Wednesday, November 12, 2008

Adventures in infertility: IUIUIU

(TMI alert. Also, length alert. Sheesh.)

So the IUI was last Thursday. Actually it was last Friday. Let me explain...no, there is too much. Let me sum up. No, I'm lousy at summing up, let me explain:

I had my ultrasound/follicle study Wednesday. The technician said, "Whoa, you responded well to the Clomid. Almost too well," and said I had three ripe juicy follicles but all in the side with the blocked tube. She sent me off to the scheduler, who sent me off to the check-out, who said, "Was that all for today?" and I remembered I was supposed to get a Profasi shot as well. Since the office had totally forgotten about it, they had to send me out to the local pharmacy to get the Profasi itself. It's damned expensive stuff--the generic is $64, but the name-brand was all they had and it was $109. It contains two months' worth of medicine, but I'm not seeing that as much of a selling point.

Before I would surrender the Profasi I asked the shot-giver (that seemed to be her only function, at least that day) whether it actually made sense to go through with this, since my eggs would have nowhere to go, and she checked with a doctor who said that yes, it was worth a shot since eggs can migrate. I let her do the shot (it ached for days afterward) and looked it up later. The key is that the ovaries aren't actually connected to the fallopian tubes, just very close to them; the tubes have fimbriae that capture the eggs as they emerge and sweep them into the tube, but it's possible for the eggs to escape the nearest fimbriae. I don't know how often this happens--I only read about the migration bit on a couple of forums, secondhand from posters' doctors, and one said a 10% and the other a 70% chance. I also wonder how often an egg wanders off and is never recovered, and I can't imagine it being all that often.

Regardless, I got the shot and we scheduled the IUI for the next day, when Eric would go to the fertility clinic at the hospital during his planning period to, er, do his part, and I'd come by a few hours later to pick up, er, his part, and bring it to my gynecologist for the actual procedure. Wednesday night, he mentioned that he wasn't sure exactly where in the hospital the clinic was, but neither of us looked it up, me because I figured I'd do it at work before I left, he because (as it turned out) he thought I knew, though he didn't ask me for the directions then.

Thursday, I had a blood donation appointment with the bloodmobile at work for 10. At 11:30, Eric left school to find the clinic. He couldn't find it. He called me. I wasn't there because the bloodmobile people were, aside from being discourteous and not very gentle, running extremely late, and I didn't get out until 12. Eric shouted "Where have you been??" and then told me that the hospital had sent him to someplace that said he needed to go across the street, and the people across the street had told him he was in the wrong place, and now what? I got directions from the gynecologist and relayed them. "Then it's too late," he said, and yelled at me for not being around my phone at all times "when you knew I didn't know where I was going!" and for giving blood when I was supposed to be getting pregnant.

He went back to work. I called the clinic and the gynecologist and was told that we could reschedule for the next day. The scheduler, whom I've talked to a lot in the past couple of months, was upset that I asked if that would do any good. It turns out Profasi stays in the system for around 36-48 hours and the eggs don't die until it's gone. This was going to be a little over that time limit, so I was dubious, but we'd already spent most of the money we were going to spend this month and I scheduled it despite Eric saying he'd given up for the month. Later he called back, and we made up and he agreed to try again on Friday.

Friday, armed with the new improved directions, he had no problems at all (except in locating the porn, he said--it was discreetly tucked underneath a towel, and he didn't find it until afterward). I accordingly arrived a few hours later, tucked "the boys" into my bra, which gave me the giggles, was told by the technician "Good luck--I hope I never see you again!" and drove off.

At the gynecologist's, everything went fine except that my cervix is apparently severely tilted, so the gynecologist had to shove the catheter to get it in the correct place and I therefore bled quite a bit more than I'd been led to expect. Also, they should have warned me to bring a book or grab a magazine. Their ceiling was not interesting enough to entertain me for the requisite 20 minutes on my back.

And now, we wait. I am now doubly hoping that it worked, because I saw that ThinkGeek now carries solar system mobiles and how totally awesome would that be for a nursery?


Task description =
Every line with the word "labels" in it should be extracted from the data that follows.
□ □ □ □ □
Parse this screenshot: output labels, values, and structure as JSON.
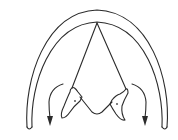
{
  "diagram": {
    "type": "line-drawing",
    "colors": {
      "background": "#ffffff",
      "line": "#2b2b2b"
    },
    "labels": [],
    "elements": [
      {
        "id": "outer-arch",
        "kind": "curve"
      },
      {
        "id": "inner-arch",
        "kind": "curve"
      },
      {
        "id": "central-triangle",
        "kind": "lines"
      },
      {
        "id": "left-process",
        "kind": "shape"
      },
      {
        "id": "right-process",
        "kind": "shape"
      },
      {
        "id": "left-arrow",
        "kind": "curved-arrow",
        "direction": "down-outward"
      },
      {
        "id": "right-arrow",
        "kind": "curved-arrow",
        "direction": "down-outward"
      }
    ]
  }
}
□ □ □ □ □
Exercise response =
Parse this screenshot: output labels, values, and structure as JSON.
    "labels": [],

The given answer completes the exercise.